I may seem to be tiring of Toussaint after just two novels. But I liked Fuir, and I might have liked La vérité sur Marie equally well had I read it first. Though perhaps not. There's one signal difference between the novels: the presence, in extremis, of horses in La vérité. Horses in this novel are injured, burned, exhausted, terrified, traumatized, and killed (albeit accidentally). Humans are, too, but let's face it, we often care more about horses than humans; they are so much less at fault, and can't usually avoid or cope with what threatens them.
The more attractive passages in La vérité sur Marie are reflections on what it's like to be a writer. The first chapter of the book concerns an event (I won't say exactly what) that the narrator couldn't possibly have experienced; in fact, it's crucial to his story that he isn't there. So how can he tell it? He's faced with the problem of being a third-person narrator for a portion of his first-person narrative.
Les événements s'étaient mis à affleurer à ma conscience, sans que je cherche particuliérement à les reconstituer par un effort délibéré de la memoire. Non, j'en revivais simplement des bribes dans mon demi-sommeil, laissant émerger quelques conjectures dans mon esprit — hypothèses et images —, en faisant appel à des zones différentes de mon cerveau, selon que j'avais recours au raisonnement pour élaborer des hypothèses, ou que j'en appelais au rêve pour invoquer des images. À quelques faits avérés et vérifiables advenus cette nuit-là, il m'arrivait d'ajouter de pure fantaisies, que j'intégrais librement à ma rêverieMuch like Virginia Woolf in "An Unwritten Novel," but far more sanguine about the appropriateness of his more-than-half-fabulating method.
[The events of the night blossomed in my consciousness, without my trying to reconstruct them particularly through any deliberate effort of memory. No, I just relived them piecemeal in half-sleep, letting certain conjectures – hypotheses and visual images – emerge in my spirit, calling on different parts of my brain, according to whether I needed logic to elaborate the hypotheses, or dreams to call up the images. In addition to verifiable facts from that night, I added in pure fantasies, which I mixed liberally into my revery ] (164)
Less sufferable are the narrator's reflections on what it's like to be irresistible. Because of course he is, given that he's a debonair and brooding intellectual in France, and given that the equally irresistible Marie can never stay away from him for long, no matter how many international boyfriends she conquers. What's his secret? It seems that women are fascinated by him because each of them thinks that she alone can perceive his über-sexy features.

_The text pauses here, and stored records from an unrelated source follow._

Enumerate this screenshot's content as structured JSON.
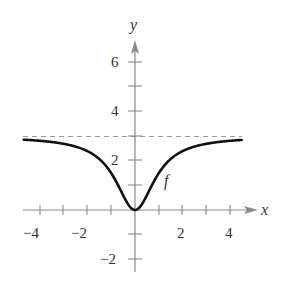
{
  "chart_data": {
    "type": "line",
    "title": "",
    "xlabel": "x",
    "ylabel": "y",
    "xlim": [
      -4.7,
      4.7
    ],
    "ylim": [
      -2.6,
      7.3
    ],
    "x_ticks": [
      -4,
      -3,
      -2,
      -1,
      1,
      2,
      3,
      4
    ],
    "x_tick_labels": [
      "-4",
      "-2",
      "2",
      "4"
    ],
    "x_tick_label_values": [
      -4,
      -2,
      2,
      4
    ],
    "y_ticks": [
      -2,
      -1,
      1,
      2,
      3,
      4,
      5,
      6
    ],
    "y_tick_labels": [
      "-2",
      "2",
      "4",
      "6"
    ],
    "y_tick_label_values": [
      -2,
      2,
      4,
      6
    ],
    "grid": false,
    "legend": null,
    "series": [
      {
        "name": "f",
        "label": "f",
        "formula": "3x^2/(x^2+1)",
        "x": [
          -4.7,
          -4,
          -3,
          -2,
          -1.5,
          -1,
          -0.5,
          0,
          0.5,
          1,
          1.5,
          2,
          3,
          4,
          4.5
        ],
        "values": [
          2.87,
          2.82,
          2.7,
          2.4,
          2.08,
          1.5,
          0.6,
          0,
          0.6,
          1.5,
          2.08,
          2.4,
          2.7,
          2.82,
          2.86
        ]
      }
    ],
    "annotations": [
      {
        "type": "horizontal_asymptote",
        "y": 3,
        "style": "dashed"
      },
      {
        "type": "curve_label",
        "text": "f",
        "x": 1.3,
        "y": 1.1
      }
    ]
  },
  "labels": {
    "x_axis": "x",
    "y_axis": "y",
    "curve": "f",
    "xt": [
      "−4",
      "−2",
      "2",
      "4"
    ],
    "yt": [
      "6",
      "4",
      "2",
      "−2"
    ]
  }
}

Chacune d'elles était en fait persuadée que ces qualités invisibles, qu'elles avaient décelées en moi, échappaient à tout autre qu'elle-même, alors qu'elles étaient en réalité très nombreuses à être ainsi les seules à apprécier mes qualités secrètes et à tomber sous le charme.But the central romance of Fuir and La vérité sur Marie does ring true, and hold its interest, despite the hyperbole. Impulsive and insouciant, Marie is the kind of woman who never seals a suitcase or gets it to the airport on time, who leaves her passport in a random shopping bag, who can't be bothered to make plans for more than the next fifteen minutes in advance, and who consequently seems almost thrilled when something like a raging forest fire develops on the island of Elba; the catastrophe seems to validate her perpetual lack of preparation. Like the narrator of these two novels, one can fall in love with such people, but one cannot live with them for long.
[Each of them was actually convinced that these invisible qualities that they'd discerned in me escaped everyone else but herself. But in reality there were lots of women who were alone in appreciating my secret qualities and falling under their spell.] (170)
Toussaint, Jean-Philippe. La vérité sur Marie. Paris: Minuit, 2009.